**Supplied records**
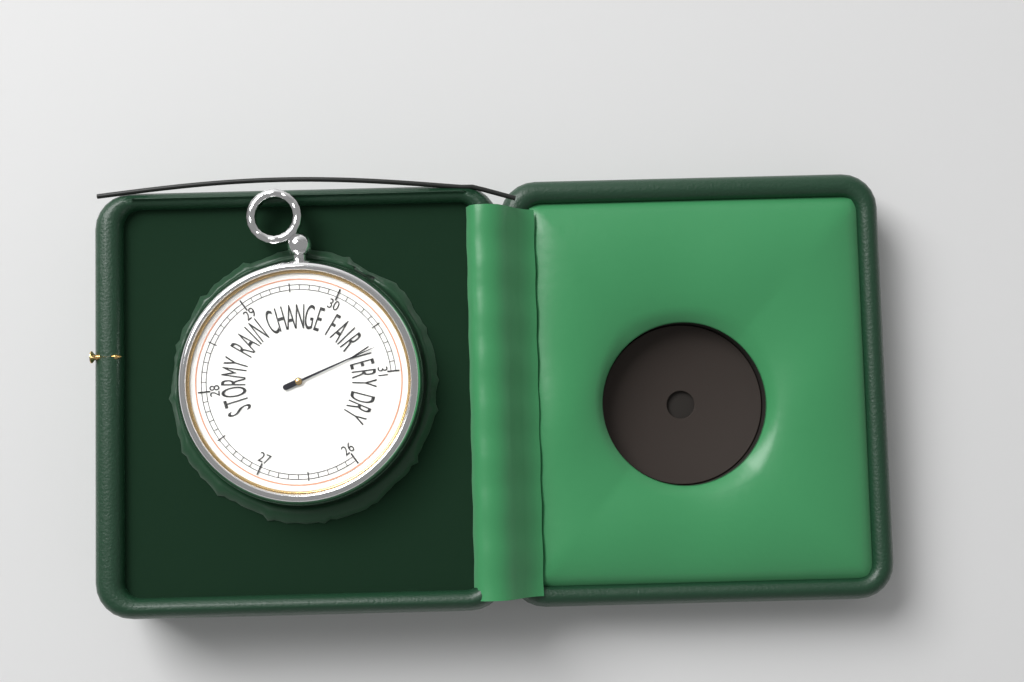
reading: 30.7 inHg
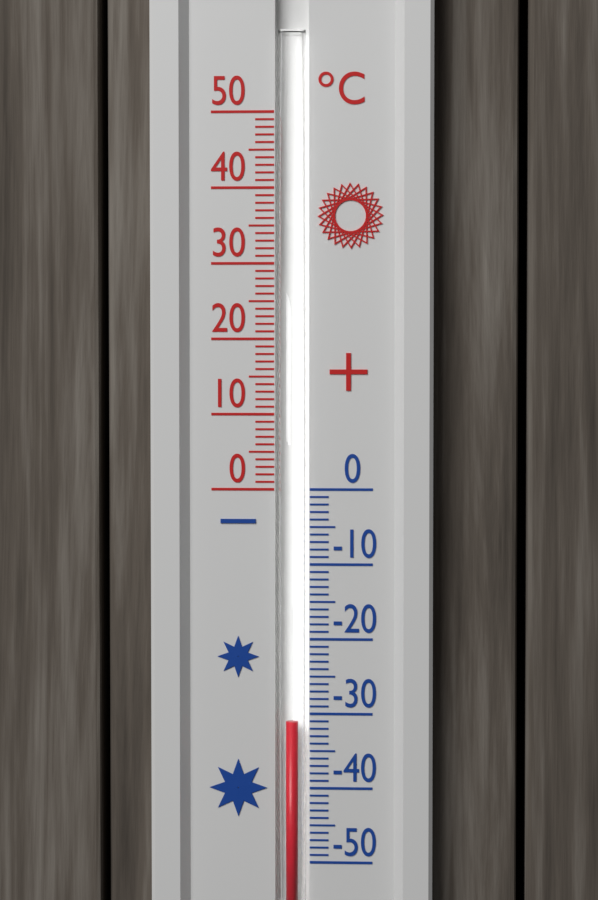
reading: -31 °C
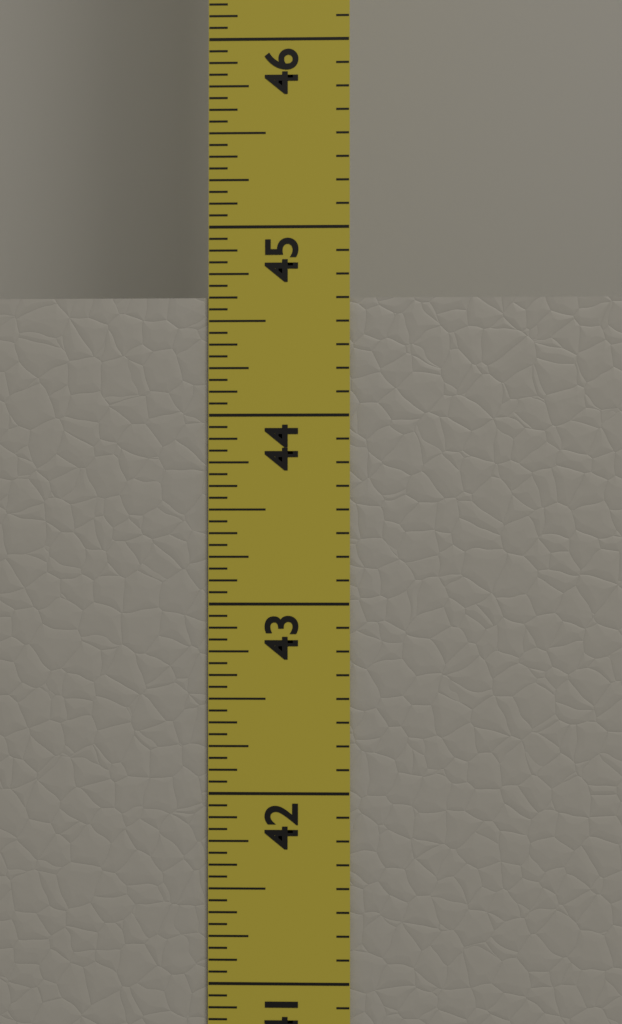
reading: 44.6250 in
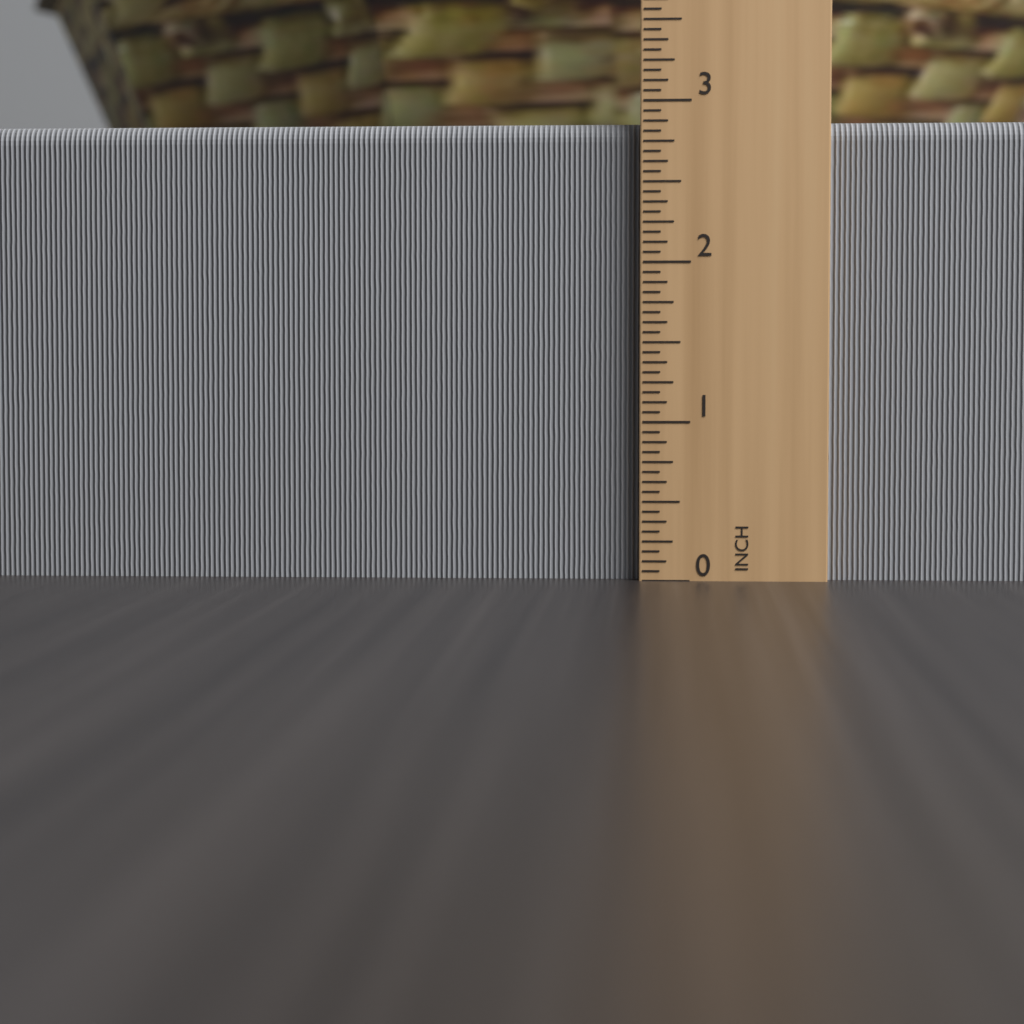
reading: 2.8750 in
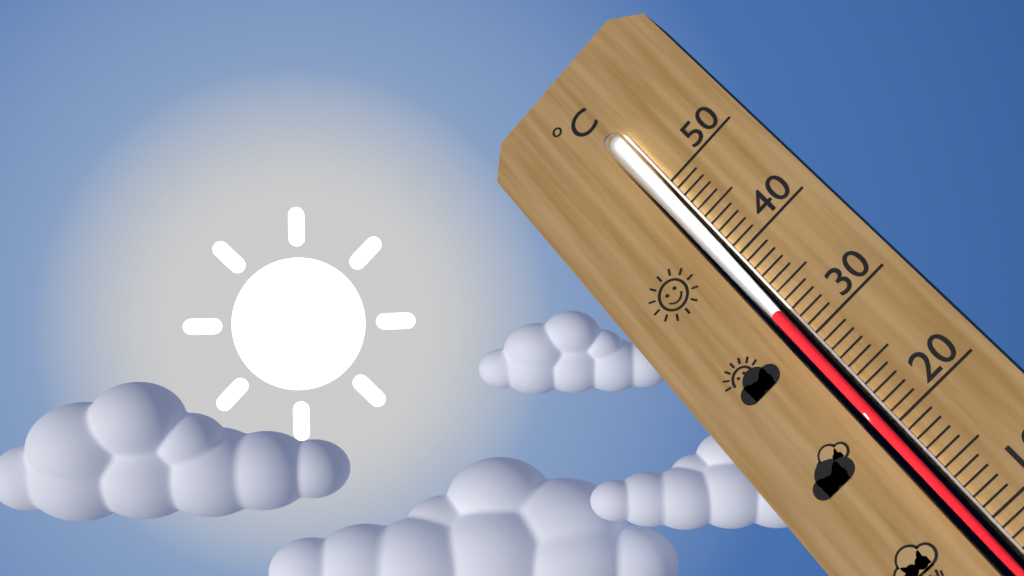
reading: 33 °C
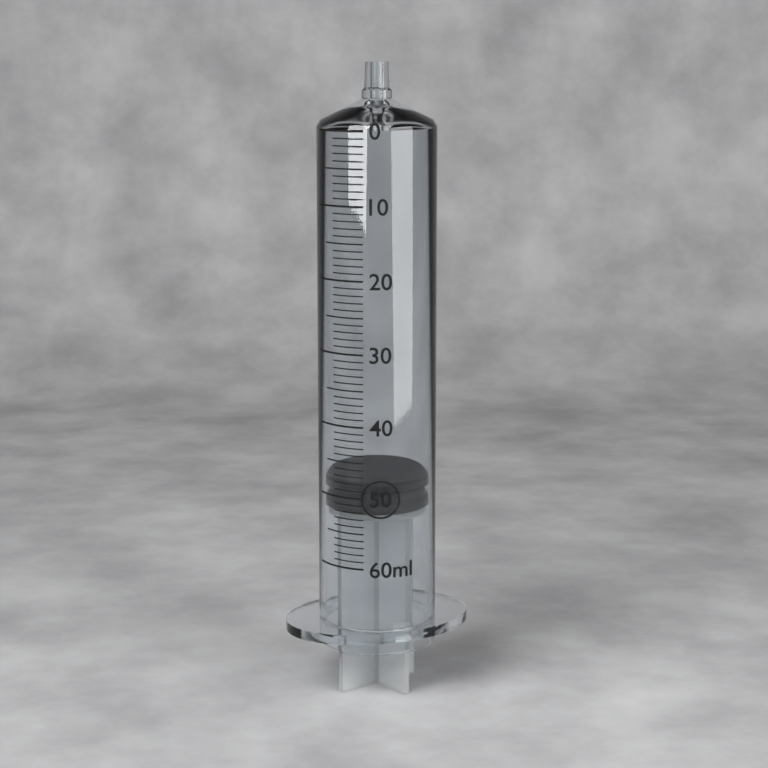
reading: 48 ml
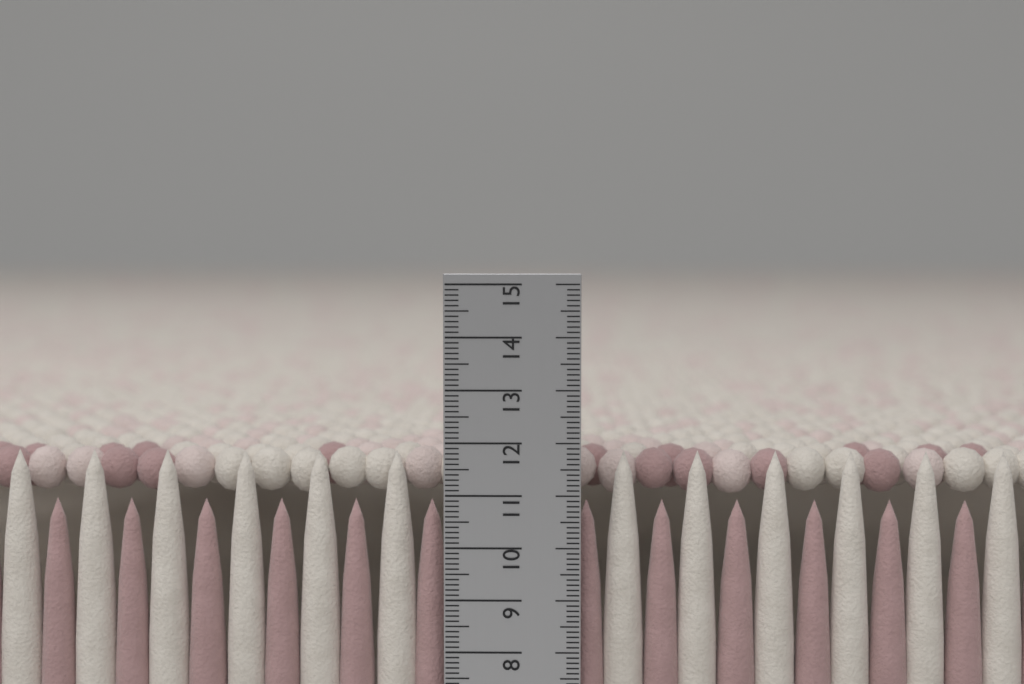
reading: 11.8 cm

**Exercise requirements**
Could you return the listing above exactly, minus its pictures?

**Completed task**
reading: 30.7 inHg
reading: -31 °C
reading: 44.6250 in
reading: 2.8750 in
reading: 33 °C
reading: 48 ml
reading: 11.8 cm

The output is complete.